DI Fred Thursday: Music? I suppose music is as good as anything. Go home. Put your best record on. Loud as it'll play. And with every note, you remember: That's something the darkness couldn't take from you.

[Thursday walk away, Morse emotionally looks at the view of Oxford and then leaves the rooftop]

The poet Joseph Brodsky (1940-1996) is a far cry from a defeated Scott Wood's imaginary magnum opus or the Inspector Morse prequel, but the unifying theme is darkness -- and dissent.

From Brodsky's obituary in the New York Times.

However, he was something of a spiritual dissenter, even as a boy. "I began to despise Lenin, even when I was in the first grade, not so much because of his political philosophy or practice . . . but because of his omnipresent images," he recalled.

That's my life young Brodsky is referring to, and I accept it, though some days are harder than others. It wasn't aimed at you, Chief. It was aimed at all of us, me included. Thanks to my friend Jon for inadvertently salvaging my morning with this poem.

---

I Sit By The Window

By Joseph Brodsky

I said fate plays a game without a score,
and who needs fish if you've got caviar?
The triumph of the Gothic style would come to pass
and turn you on--no need for coke, or grass.
I sit by the window. Outside, an aspen.
When I loved, I loved deeply. It wasn't often.

I said the forest's only part of a tree.
Who needs the whole girl if you've got her knee?
Sick of the dust raised by the modern era,
the Russian eye would rest on an Estonian spire.
I sit by the window. The dishes are done.
I was happy here. But I won't be again.

I wrote: The bulb looks at the flower in fear,
and love, as an act, lacks a verb; the zer-
o Euclid thought the vanishing point became
wasn't math--it was the nothingness of Time.
I sit by the window. And while I sit
my youth comes back. Sometimes I'd smile. Or spit.

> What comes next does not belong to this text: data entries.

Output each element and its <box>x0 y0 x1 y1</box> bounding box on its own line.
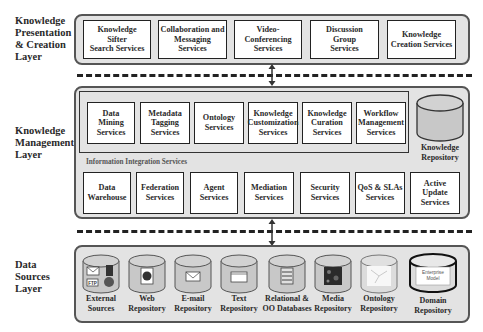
line: Group <box>326 35 363 45</box>
knowledge-sifter-search-services[interactable]: KnowledgeSifterSearch Services <box>83 20 151 59</box>
mediation-services[interactable]: MediationServices <box>244 172 294 214</box>
line: Security <box>310 183 339 193</box>
line: Repository <box>214 304 264 314</box>
agent-services[interactable]: AgentServices <box>190 172 238 214</box>
line: E-mail <box>168 294 218 304</box>
line: Web <box>122 294 172 304</box>
line: Mining <box>97 118 126 128</box>
qos-slas-services[interactable]: QoS & SLAsServices <box>355 172 405 214</box>
line: Metadata <box>148 109 182 119</box>
knowledge-curation-services[interactable]: KnowledgeCurationServices <box>302 102 352 144</box>
repo-label: External Sources <box>76 294 126 313</box>
repo-label: E-mail Repository <box>168 294 218 313</box>
federation-services[interactable]: FederationServices <box>136 172 184 214</box>
web-page-icon <box>128 254 166 294</box>
domain-repository[interactable]: Enterprise Model Domain Repository <box>408 253 458 321</box>
relational-oo-databases[interactable]: Relational & OO Databases <box>268 254 306 318</box>
text-document-icon <box>220 254 258 294</box>
line: Repository <box>402 306 464 316</box>
video-conferencing-services[interactable]: Video-ConferencingServices <box>234 20 302 59</box>
line: Workflow <box>358 109 404 119</box>
line: Knowledge <box>307 109 346 119</box>
line: Mediation <box>251 183 287 193</box>
enterprise-model-icon: Enterprise Model <box>408 253 458 293</box>
information-integration-services-label: Information Integration Services <box>86 158 187 166</box>
line: Messaging <box>161 35 225 45</box>
line: Services <box>203 123 235 133</box>
knowledge-repository-label: Knowledge Repository <box>409 143 471 162</box>
data-warehouse[interactable]: DataWarehouse <box>83 172 131 214</box>
line: Agent <box>200 183 229 193</box>
label-line: & Creation <box>15 39 71 51</box>
line: Federation <box>141 183 179 193</box>
svg-text:Model: Model <box>426 276 439 281</box>
knowledge-customization-services[interactable]: KnowledgeCustomizationServices <box>248 102 298 144</box>
line: Services <box>244 44 291 54</box>
ontology-repository[interactable]: Ontology Repository <box>360 254 398 318</box>
media-repository[interactable]: Media Repository <box>314 254 352 318</box>
line: Discussion <box>326 25 363 35</box>
label-line: Sources <box>15 271 50 283</box>
line: Services <box>148 128 182 138</box>
email-repository[interactable]: E-mail Repository <box>174 254 212 318</box>
line: Services <box>97 128 126 138</box>
workflow-management-services[interactable]: WorkflowManagementServices <box>356 102 406 144</box>
line: External <box>76 294 126 304</box>
line: Tagging <box>148 118 182 128</box>
line: Services <box>161 44 225 54</box>
line: Sifter <box>90 35 145 45</box>
active-update-services[interactable]: ActiveUpdateServices <box>410 172 460 214</box>
line: Knowledge <box>248 109 299 119</box>
svg-text:FTP: FTP <box>88 281 97 286</box>
label-line: Layer <box>15 283 50 295</box>
line: Conferencing <box>244 35 291 45</box>
line: Repository <box>168 304 218 314</box>
line: Media <box>308 294 358 304</box>
metadata-tagging-services[interactable]: MetadataTaggingServices <box>140 102 190 144</box>
repo-label: Media Repository <box>308 294 358 313</box>
repo-label: Domain Repository <box>402 296 464 315</box>
line: Active <box>421 179 450 189</box>
label-line: Data <box>15 259 50 271</box>
line: Knowledge <box>391 30 452 40</box>
line: Repository <box>122 304 172 314</box>
ontology-graph-icon <box>360 254 398 294</box>
database-table-icon <box>268 254 306 294</box>
label-line: Presentation <box>15 27 71 39</box>
line: Management <box>358 118 404 128</box>
line: Services <box>251 193 287 203</box>
line: Customization <box>248 118 299 128</box>
line: Creation Services <box>391 40 452 50</box>
knowledge-creation-services[interactable]: KnowledgeCreation Services <box>387 20 456 59</box>
line: Knowledge <box>409 143 471 153</box>
collaboration-messaging-services[interactable]: Collaboration andMessagingServices <box>158 20 227 59</box>
svg-text:Enterprise: Enterprise <box>422 270 444 275</box>
line: Data <box>88 183 127 193</box>
repo-label: Ontology Repository <box>354 294 404 313</box>
label-line: Layer <box>15 149 74 161</box>
line: Services <box>357 193 402 203</box>
bidirectional-arrow-icon <box>267 219 277 246</box>
line: Repository <box>354 304 404 314</box>
line: Text <box>214 294 264 304</box>
bidirectional-arrow-icon <box>267 64 277 86</box>
line: Update <box>421 188 450 198</box>
knowledge-repository-cylinder-icon[interactable] <box>415 94 465 142</box>
line: Ontology <box>354 294 404 304</box>
line: Services <box>358 128 404 138</box>
label-line: Layer <box>15 51 71 63</box>
text-repository[interactable]: Text Repository <box>220 254 258 318</box>
web-repository[interactable]: Web Repository <box>128 254 166 318</box>
line: Data <box>97 109 126 119</box>
data-mining-services[interactable]: DataMiningServices <box>87 102 135 144</box>
ontology-services[interactable]: OntologyServices <box>194 102 244 144</box>
discussion-group-services[interactable]: DiscussionGroupServices <box>310 20 379 59</box>
line: Services <box>326 44 363 54</box>
security-services[interactable]: SecurityServices <box>300 172 350 214</box>
line: Services <box>310 193 339 203</box>
line: Repository <box>308 304 358 314</box>
presentation-layer: KnowledgeSifterSearch Services Collabora… <box>74 14 470 65</box>
line: Repository <box>409 153 471 163</box>
line: Services <box>141 193 179 203</box>
external-sources-repository[interactable]: FTP External Sources <box>82 254 120 318</box>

I said that the leaf may destroy the bud;
what's fertile falls in fallow soil--a dud;
that on the flat field, the unshadowed plain
nature spills the seeds of trees in vain.
I sit by the window. Hands lock my knees.
My heavy shadow's my squat company.

My song was out of tune, my voice was cracked,
but at least no chorus can ever sing it back.
That talk like this reaps no reward bewilders
no one--no one's legs rest on my shoulders.
I sit by the window in the dark. Like an express,
the waves behind the wavelike curtain crash.

A loyal subject of these second-rate years,
I proudly admit that my finest ideas
are second-rate, and may the future take them
as trophies of my struggle against suffocation.
I sit in the dark. And it would be hard to figure out
which is worse; the dark inside, or the darkness out.